Closed milesgranger closed 2 years ago

milesgranger commented 5 years ago

Hello there, and thanks for this lib! :100:

I've been trying for a while now to use the CheckoutSession client-server checkout flow.

I've got a /create-session route, creates the stripe::CheckoutSession and posts this to https://api.stripe.com/v1/checkout/sessions before returning the sessionID to the client.

However this seems wrong, as in their examples it seems I'm not the one suppose to be creating the id (here the stripe::CheckoutSessionId) but stripe will and this is what I send in the stripe.redirectToCheckout(sessionId...) in the client.
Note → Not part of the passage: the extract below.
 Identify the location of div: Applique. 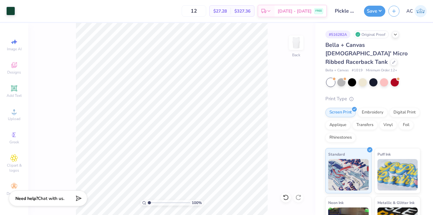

Pretty certain I'm simply going down the wrong path, so in short, any example would be highly appreciated. :+1:

milesgranger commented 5 years ago

Yes, on further reading, stripe is suppose to return this id so I'm definitely doing this wrong, but not sure how to create the stripe::CheckoutSession correctly. Thanks again!

milesgranger commented 5 years ago

I've fidgeted with it a bit, and slightly more convinced it's just not possible with the current API. I am willing to work on a PR for this stripe::CheckoutSession::create (?) if you have some pointers. :+1:

kestred commented 5 years ago

Hi @milesgranger.

It looks like the code generation didn't automatically generate corresponding methods for this because it's path is a bit unusual compared to other Stripe api resources.
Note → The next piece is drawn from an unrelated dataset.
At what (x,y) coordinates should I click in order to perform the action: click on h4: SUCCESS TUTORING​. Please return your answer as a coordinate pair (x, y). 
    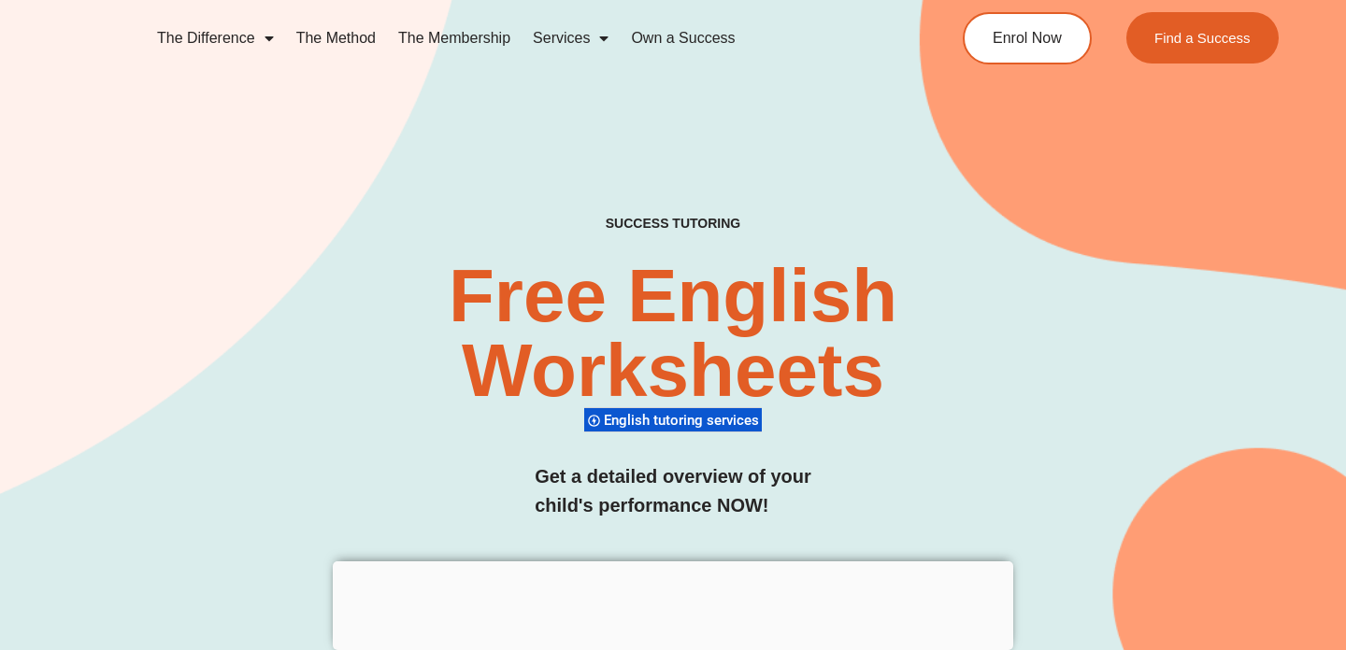
    Looking at the image, I should click on (673, 223).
The request path is two segments long (e.g. checkout and sessions from /v1/checkout/sessions) which I had cowardly refused to generate. See the following code snippet, where I helpfully assume all create requests are 1-segment long:

aside: only CRUD (and "List") requests get auto-generated

let post_request = &request["post"];
// ...
if segments.len() == 1 {
    if !doc_comment.contains("Create") && !doc_comment.contains("create") {
        continue; // skip requests which don't appear to be `create` for now
    }
    // ...
}

I'd recommend one of two paths towards getting this implemented:

Easy Path

In the easy path, we'd hand code the methods that don't get automatically generated.

We do this by adding a src/resources/checkout_session_ext.rs and then you'd define the necessary "parameter"/"request" structs and impl CheckoutSession { pub fn create(...) { ... } }.
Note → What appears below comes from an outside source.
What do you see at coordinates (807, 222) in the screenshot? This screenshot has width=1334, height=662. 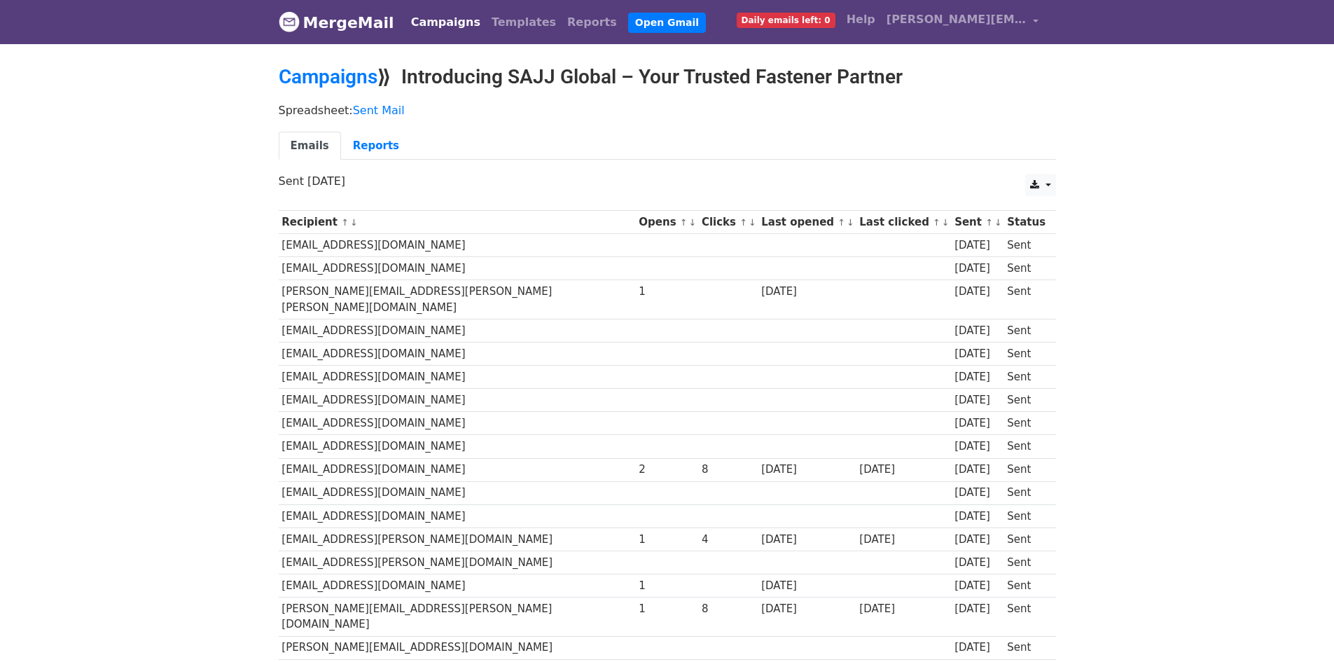 I see `th: Last opened` at bounding box center [807, 222].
A good reference for this is src/resources/charge_ext.rs (the Charge::capture method).

The general structure might be:


/// The parameters for `CheckoutSession::create`.
///
/// For more details see [DOCS_URL](DOCS_URL).
#[derive(Clone, Debug, Default, Deserialize, Serialize)]
pub struct CreateCheckoutSession<'a> {
   // ... Whatever the parameters are ...
}

impl CheckoutSession {
    /// <DESCRIPTION OF WHAT THIS FUNCTION DOES>
    ///
    /// For more details see [DOCS_URL](DOCS_URL).
    pub fn create(
        client: &Client,
        params: CreateCheckoutSession<'_
    ) -> Response<CheckoutSession> {
        client.post_form("/checkout/session", &params)
    }
}

You may need to end up needing to implement methods for most of the "Checkout" api that you want to use, because most of it doesn't look auto-generated.

Longer Path

The more-effort path would be to explore the ./openapi/spec3.json file and try to come up with a (hopefully) sane/simple/extensible way to handle these less usual cases (maybe there is a common pattern, like namespacing?) and get the code generator to generate the methods for you.

The benefit of that is it might implement other methods you'll need to use Stripe's "Checkout" apis and is generally less prone to human error.

arlyon commented 2 years ago

Closing now that async-stripe in the de-facto successor. There is an example in there.